Using Photo Journaling to Develop Affective Outcomes in Nursing Education

Friday, 20 April 2018

Gay Lynn Armstrong, MSN, RN1
Marylyn Kajs-Wyllie, APRN, MSN1
Star Mitchell, PhD, RN, CCRN2
(1)St David's School of Nursing, Texas State University, Round Rock, TX, USA
(2)St. David's School of Nursing, Texas State University, Round Rock, TX, USA

Background: Ways of knowing may be approached from various epistemological paradigms. Where the realist may define knowing as a cognitive function, the non-realist will expand ways of knowing to include the affective components of feelings and socially constructed meanings (Garrett & Cutting, 2014). Developing and utilizing strategies and methods that give awareness to feelings and meaning to experiences of nursing students which enhance affective learning has been difficult in curriculums necessitating large amounts of cognitive knowledge (Ondrejka, 2014). Based on the well documented qualitative technique of Photo Voice that (Woodgate et al, 2017). Photo journaling provides faculty and students an opportunity to bridge cognitive aspects of clinical experiences with the affective.

Method: Eighteen nursing students were given a photo journal assignment as part of a service learning study abroad experience in Nicaragua. Each day of the ten-day trip, students were provided a prompt that required them to take a photograph and journal about their chosen picture. (Gilliland et al, 2016) These prompts were verbally announced at the beginning of the day and were chosen to enhance self-awareness. Examples include; Submit a picture that reflects how you are feeling and title it. Write and reflect on your expectations and hopes for this trip. A second example is: Submit a picture that reminds you of your family and your own community and title it. Write and reflect on what is at stake for these patients, their families, and their community. Two weeks following the return from the trip students submitted their photo journals in electronic form. Focus groups were utilized to explore the students experience and the effect of the photo journal on their affective learning.

Findings: Our experience and student’s feedback confirm that photo journaling provided a learning activity that actively engaged the students in self-reflected affective learning. One students summed it up noting, you had to go deeper and see what was really going on and that the picture could communicate until you could find the words.

Conclusion: Student produced meaningful photographs during clinical experiences that are combined with journaling exercises develop personal awareness of caring as student come to know more about themselves through self-exploration and communication.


* [Task to carry out]: From the first line below to the last, reproduce the material exactly and leave out the images.

* [Study material]:
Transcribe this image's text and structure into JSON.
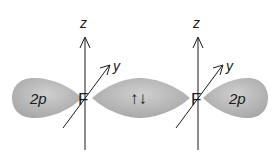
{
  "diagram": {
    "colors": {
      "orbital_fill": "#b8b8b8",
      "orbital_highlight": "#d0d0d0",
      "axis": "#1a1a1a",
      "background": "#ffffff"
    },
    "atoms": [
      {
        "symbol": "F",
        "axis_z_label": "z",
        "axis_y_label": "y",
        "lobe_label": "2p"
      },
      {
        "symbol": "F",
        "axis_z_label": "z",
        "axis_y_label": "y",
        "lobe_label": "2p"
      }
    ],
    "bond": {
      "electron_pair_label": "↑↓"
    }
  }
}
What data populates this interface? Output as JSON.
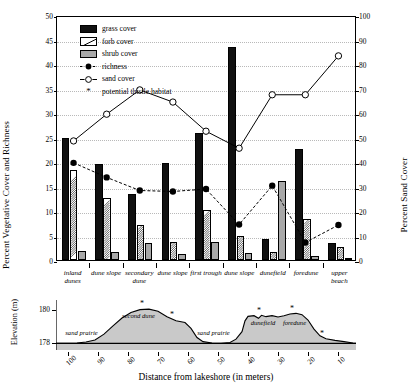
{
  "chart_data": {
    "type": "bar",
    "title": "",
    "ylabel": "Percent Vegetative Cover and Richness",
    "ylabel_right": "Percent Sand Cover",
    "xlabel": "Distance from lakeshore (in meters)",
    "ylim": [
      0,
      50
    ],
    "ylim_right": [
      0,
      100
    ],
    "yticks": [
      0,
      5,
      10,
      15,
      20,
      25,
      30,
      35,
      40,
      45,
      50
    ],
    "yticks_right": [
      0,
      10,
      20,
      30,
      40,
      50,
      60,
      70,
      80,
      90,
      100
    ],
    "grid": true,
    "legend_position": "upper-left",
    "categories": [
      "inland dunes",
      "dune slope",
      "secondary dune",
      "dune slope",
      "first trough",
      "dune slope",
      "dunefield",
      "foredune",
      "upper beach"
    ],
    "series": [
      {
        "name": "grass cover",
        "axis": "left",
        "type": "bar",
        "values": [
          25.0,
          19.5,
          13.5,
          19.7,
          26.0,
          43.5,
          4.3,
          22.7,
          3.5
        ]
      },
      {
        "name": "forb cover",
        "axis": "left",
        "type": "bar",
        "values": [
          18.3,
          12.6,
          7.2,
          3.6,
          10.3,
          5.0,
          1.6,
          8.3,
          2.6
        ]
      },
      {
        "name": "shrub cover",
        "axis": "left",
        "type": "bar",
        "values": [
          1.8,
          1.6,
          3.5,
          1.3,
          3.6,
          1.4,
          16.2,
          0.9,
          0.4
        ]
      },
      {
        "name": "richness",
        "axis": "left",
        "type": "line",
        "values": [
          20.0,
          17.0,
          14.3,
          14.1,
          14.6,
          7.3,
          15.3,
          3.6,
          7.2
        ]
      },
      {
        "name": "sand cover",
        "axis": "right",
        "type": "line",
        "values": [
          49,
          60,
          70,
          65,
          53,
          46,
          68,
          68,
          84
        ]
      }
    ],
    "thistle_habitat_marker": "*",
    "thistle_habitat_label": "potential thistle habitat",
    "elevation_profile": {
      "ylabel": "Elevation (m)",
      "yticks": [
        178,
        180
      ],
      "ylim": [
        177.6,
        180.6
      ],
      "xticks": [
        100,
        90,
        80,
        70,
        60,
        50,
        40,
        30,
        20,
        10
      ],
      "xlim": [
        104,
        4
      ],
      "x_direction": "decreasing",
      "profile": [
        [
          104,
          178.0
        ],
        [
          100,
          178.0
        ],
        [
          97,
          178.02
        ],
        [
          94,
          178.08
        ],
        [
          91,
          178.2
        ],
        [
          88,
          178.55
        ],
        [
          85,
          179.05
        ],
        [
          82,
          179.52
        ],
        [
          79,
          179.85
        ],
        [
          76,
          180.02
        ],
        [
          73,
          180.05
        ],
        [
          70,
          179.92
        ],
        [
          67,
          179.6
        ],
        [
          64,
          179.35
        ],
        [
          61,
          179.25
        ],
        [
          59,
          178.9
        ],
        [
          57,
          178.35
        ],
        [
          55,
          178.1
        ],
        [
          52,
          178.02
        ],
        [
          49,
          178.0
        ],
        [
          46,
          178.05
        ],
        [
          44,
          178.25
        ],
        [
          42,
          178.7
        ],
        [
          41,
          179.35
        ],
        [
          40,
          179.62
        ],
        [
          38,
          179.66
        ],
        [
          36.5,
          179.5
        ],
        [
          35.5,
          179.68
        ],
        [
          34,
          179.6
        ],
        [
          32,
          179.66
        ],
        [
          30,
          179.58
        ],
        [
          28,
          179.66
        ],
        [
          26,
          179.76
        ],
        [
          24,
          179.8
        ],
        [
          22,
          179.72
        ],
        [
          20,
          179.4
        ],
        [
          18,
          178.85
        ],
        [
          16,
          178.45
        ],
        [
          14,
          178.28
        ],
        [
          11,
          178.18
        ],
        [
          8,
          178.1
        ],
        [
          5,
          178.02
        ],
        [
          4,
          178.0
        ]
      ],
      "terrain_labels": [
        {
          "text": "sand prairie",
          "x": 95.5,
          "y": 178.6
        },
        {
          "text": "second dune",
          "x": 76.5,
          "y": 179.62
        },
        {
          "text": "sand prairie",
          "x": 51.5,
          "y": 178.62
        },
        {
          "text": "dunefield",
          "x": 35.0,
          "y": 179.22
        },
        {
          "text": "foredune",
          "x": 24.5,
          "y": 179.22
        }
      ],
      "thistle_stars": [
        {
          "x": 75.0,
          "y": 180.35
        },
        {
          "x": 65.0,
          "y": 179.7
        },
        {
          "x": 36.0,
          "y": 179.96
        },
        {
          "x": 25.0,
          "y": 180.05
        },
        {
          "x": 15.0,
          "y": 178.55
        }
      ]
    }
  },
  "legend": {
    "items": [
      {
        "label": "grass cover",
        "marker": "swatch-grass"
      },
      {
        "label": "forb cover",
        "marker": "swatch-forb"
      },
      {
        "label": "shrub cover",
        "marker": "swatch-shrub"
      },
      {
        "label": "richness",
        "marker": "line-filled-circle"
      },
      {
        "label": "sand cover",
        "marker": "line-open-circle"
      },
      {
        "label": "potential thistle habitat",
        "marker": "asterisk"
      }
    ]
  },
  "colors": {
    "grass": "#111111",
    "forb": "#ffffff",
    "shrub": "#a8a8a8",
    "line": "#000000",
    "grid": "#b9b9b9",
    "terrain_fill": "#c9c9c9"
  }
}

* [Result of the task]:
Transcribe this image's text and structure into JSON.
{
  "diagram": {
    "colors": {
      "orbital_fill": "#b8b8b8",
      "orbital_highlight": "#d0d0d0",
      "axis": "#1a1a1a",
      "background": "#ffffff"
    },
    "atoms": [
      {
        "symbol": "F",
        "axis_z_label": "z",
        "axis_y_label": "y",
        "lobe_label": "2p"
      },
      {
        "symbol": "F",
        "axis_z_label": "z",
        "axis_y_label": "y",
        "lobe_label": "2p"
      }
    ],
    "bond": {
      "electron_pair_label": "↑↓"
    }
  }
}
What data populates this interface? Output as JSON.
{
  "chart_data": {
    "type": "bar",
    "title": "",
    "ylabel": "Percent Vegetative Cover and Richness",
    "ylabel_right": "Percent Sand Cover",
    "xlabel": "Distance from lakeshore (in meters)",
    "ylim": [
      0,
      50
    ],
    "ylim_right": [
      0,
      100
    ],
    "yticks": [
      0,
      5,
      10,
      15,
      20,
      25,
      30,
      35,
      40,
      45,
      50
    ],
    "yticks_right": [
      0,
      10,
      20,
      30,
      40,
      50,
      60,
      70,
      80,
      90,
      100
    ],
    "grid": true,
    "legend_position": "upper-left",
    "categories": [
      "inland dunes",
      "dune slope",
      "secondary dune",
      "dune slope",
      "first trough",
      "dune slope",
      "dunefield",
      "foredune",
      "upper beach"
    ],
    "series": [
      {
        "name": "grass cover",
        "axis": "left",
        "type": "bar",
        "values": [
          25.0,
          19.5,
          13.5,
          19.7,
          26.0,
          43.5,
          4.3,
          22.7,
          3.5
        ]
      },
      {
        "name": "forb cover",
        "axis": "left",
        "type": "bar",
        "values": [
          18.3,
          12.6,
          7.2,
          3.6,
          10.3,
          5.0,
          1.6,
          8.3,
          2.6
        ]
      },
      {
        "name": "shrub cover",
        "axis": "left",
        "type": "bar",
        "values": [
          1.8,
          1.6,
          3.5,
          1.3,
          3.6,
          1.4,
          16.2,
          0.9,
          0.4
        ]
      },
      {
        "name": "richness",
        "axis": "left",
        "type": "line",
        "values": [
          20.0,
          17.0,
          14.3,
          14.1,
          14.6,
          7.3,
          15.3,
          3.6,
          7.2
        ]
      },
      {
        "name": "sand cover",
        "axis": "right",
        "type": "line",
        "values": [
          49,
          60,
          70,
          65,
          53,
          46,
          68,
          68,
          84
        ]
      }
    ],
    "thistle_habitat_marker": "*",
    "thistle_habitat_label": "potential thistle habitat",
    "elevation_profile": {
      "ylabel": "Elevation (m)",
      "yticks": [
        178,
        180
      ],
      "ylim": [
        177.6,
        180.6
      ],
      "xticks": [
        100,
        90,
        80,
        70,
        60,
        50,
        40,
        30,
        20,
        10
      ],
      "xlim": [
        104,
        4
      ],
      "x_direction": "decreasing",
      "profile": [
        [
          104,
          178.0
        ],
        [
          100,
          178.0
        ],
        [
          97,
          178.02
        ],
        [
          94,
          178.08
        ],
        [
          91,
          178.2
        ],
        [
          88,
          178.55
        ],
        [
          85,
          179.05
        ],
        [
          82,
          179.52
        ],
        [
          79,
          179.85
        ],
        [
          76,
          180.02
        ],
        [
          73,
          180.05
        ],
        [
          70,
          179.92
        ],
        [
          67,
          179.6
        ],
        [
          64,
          179.35
        ],
        [
          61,
          179.25
        ],
        [
          59,
          178.9
        ],
        [
          57,
          178.35
        ],
        [
          55,
          178.1
        ],
        [
          52,
          178.02
        ],
        [
          49,
          178.0
        ],
        [
          46,
          178.05
        ],
        [
          44,
          178.25
        ],
        [
          42,
          178.7
        ],
        [
          41,
          179.35
        ],
        [
          40,
          179.62
        ],
        [
          38,
          179.66
        ],
        [
          36.5,
          179.5
        ],
        [
          35.5,
          179.68
        ],
        [
          34,
          179.6
        ],
        [
          32,
          179.66
        ],
        [
          30,
          179.58
        ],
        [
          28,
          179.66
        ],
        [
          26,
          179.76
        ],
        [
          24,
          179.8
        ],
        [
          22,
          179.72
        ],
        [
          20,
          179.4
        ],
        [
          18,
          178.85
        ],
        [
          16,
          178.45
        ],
        [
          14,
          178.28
        ],
        [
          11,
          178.18
        ],
        [
          8,
          178.1
        ],
        [
          5,
          178.02
        ],
        [
          4,
          178.0
        ]
      ],
      "terrain_labels": [
        {
          "text": "sand prairie",
          "x": 95.5,
          "y": 178.6
        },
        {
          "text": "second dune",
          "x": 76.5,
          "y": 179.62
        },
        {
          "text": "sand prairie",
          "x": 51.5,
          "y": 178.62
        },
        {
          "text": "dunefield",
          "x": 35.0,
          "y": 179.22
        },
        {
          "text": "foredune",
          "x": 24.5,
          "y": 179.22
        }
      ],
      "thistle_stars": [
        {
          "x": 75.0,
          "y": 180.35
        },
        {
          "x": 65.0,
          "y": 179.7
        },
        {
          "x": 36.0,
          "y": 179.96
        },
        {
          "x": 25.0,
          "y": 180.05
        },
        {
          "x": 15.0,
          "y": 178.55
        }
      ]
    }
  },
  "legend": {
    "items": [
      {
        "label": "grass cover",
        "marker": "swatch-grass"
      },
      {
        "label": "forb cover",
        "marker": "swatch-forb"
      },
      {
        "label": "shrub cover",
        "marker": "swatch-shrub"
      },
      {
        "label": "richness",
        "marker": "line-filled-circle"
      },
      {
        "label": "sand cover",
        "marker": "line-open-circle"
      },
      {
        "label": "potential thistle habitat",
        "marker": "asterisk"
      }
    ]
  },
  "colors": {
    "grass": "#111111",
    "forb": "#ffffff",
    "shrub": "#a8a8a8",
    "line": "#000000",
    "grid": "#b9b9b9",
    "terrain_fill": "#c9c9c9"
  }
}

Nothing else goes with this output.